FROM CARD: "INVENTORIED 1977."This object is on loan to the Anchorage Museum at Rasmuson Center, from 2010 through 2027.Photo and description in Fienup-Riordan, Ann. 2007. Yuungnaqpiallerput, The Way We Genuinely Live: Masterworks of Yup'ik Science and Survival. Seattle: University Of Washington Press, p. 315Source of the information below: Smithsonian Arctic Studies Center Alaska Native Collections: Sharing Knowledge website, by Aron Crowell, entry on this artifact https://alaska.si.edu/record.asp?id=82 , retrieved 10-24-2018; see web page for additional information: Hat, Yup'ik. This simple caribou fur hat, trimmed along the bottom with bear or wolverine, reminded Yup'ik elders of the ways that clothing expresses place, identity, and family, and how it connects the thoughts and lives of human and animal beings. People wore circular caps like this in regions south of the Yukon River, where parkas were made without hoods.

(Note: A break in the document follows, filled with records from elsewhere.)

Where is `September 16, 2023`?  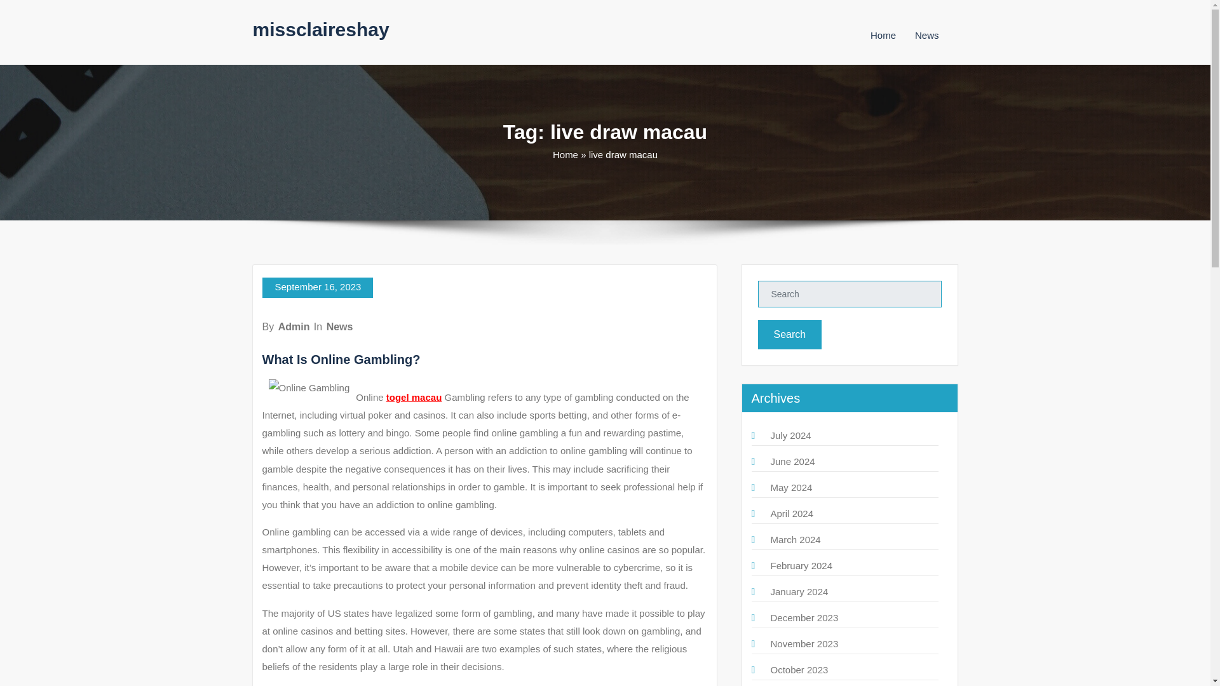
September 16, 2023 is located at coordinates (318, 287).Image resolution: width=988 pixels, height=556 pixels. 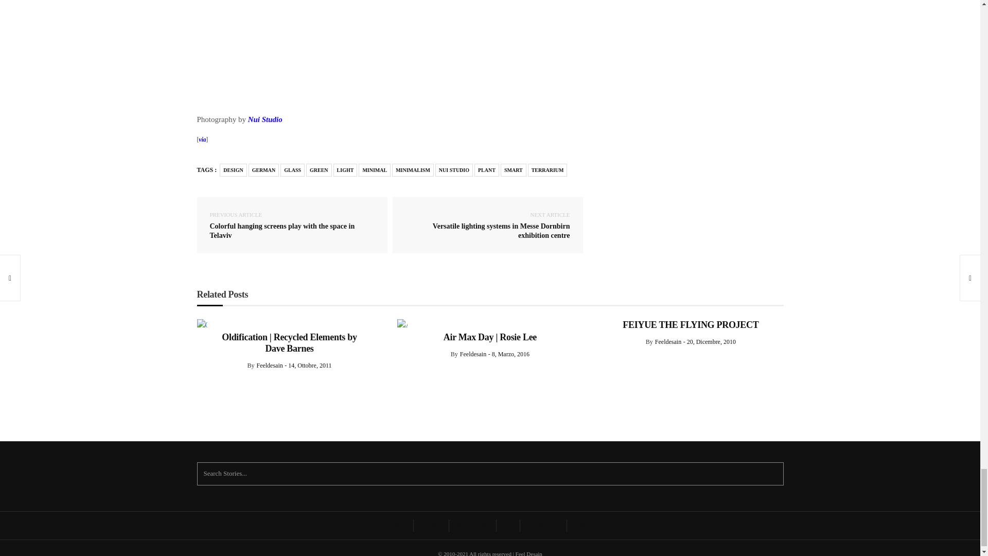 I want to click on GLASS, so click(x=292, y=170).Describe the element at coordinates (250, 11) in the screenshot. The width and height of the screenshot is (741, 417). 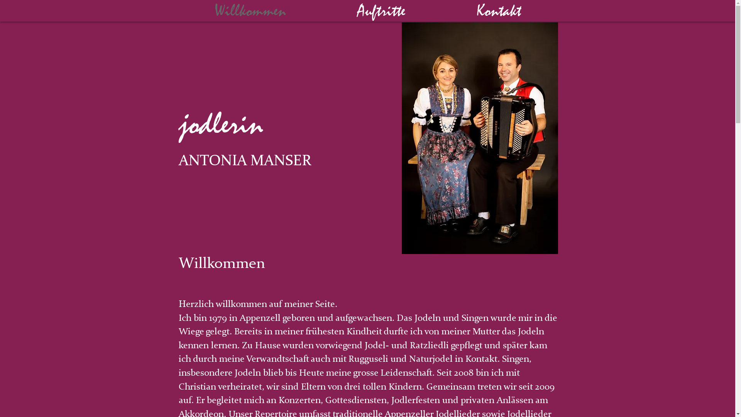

From card: "Compare with #23375 (Makah - Neah Bay) - GP."72683, 72684, 72696 and 72697 are identified as Swan original # 45. Swan's list in the accession file identifies # 45 as "3 Indian baskets from Sitka, and wooden canoe bailer." Because of this listing, the canoe bailer was assumed by the cataloguer as from Sitka as well and catalogue card identifies it as Sitka Tlingit. Note however that Anthropology staffer George Phebus (listed as GP on catalogue card) comments that this canoe bailer is similar in form to Makah canoe bailers.
From card: "NW Coast, Tlingit? S. E. Alaska - Br. Col. A crown like headdress with feathers and a small painted mask frontlet depicting a distorted human face." Stored Tlingit.
Provenience note: collection apparently purchased or collected by McLean in Sitka and vicinity circa 1884.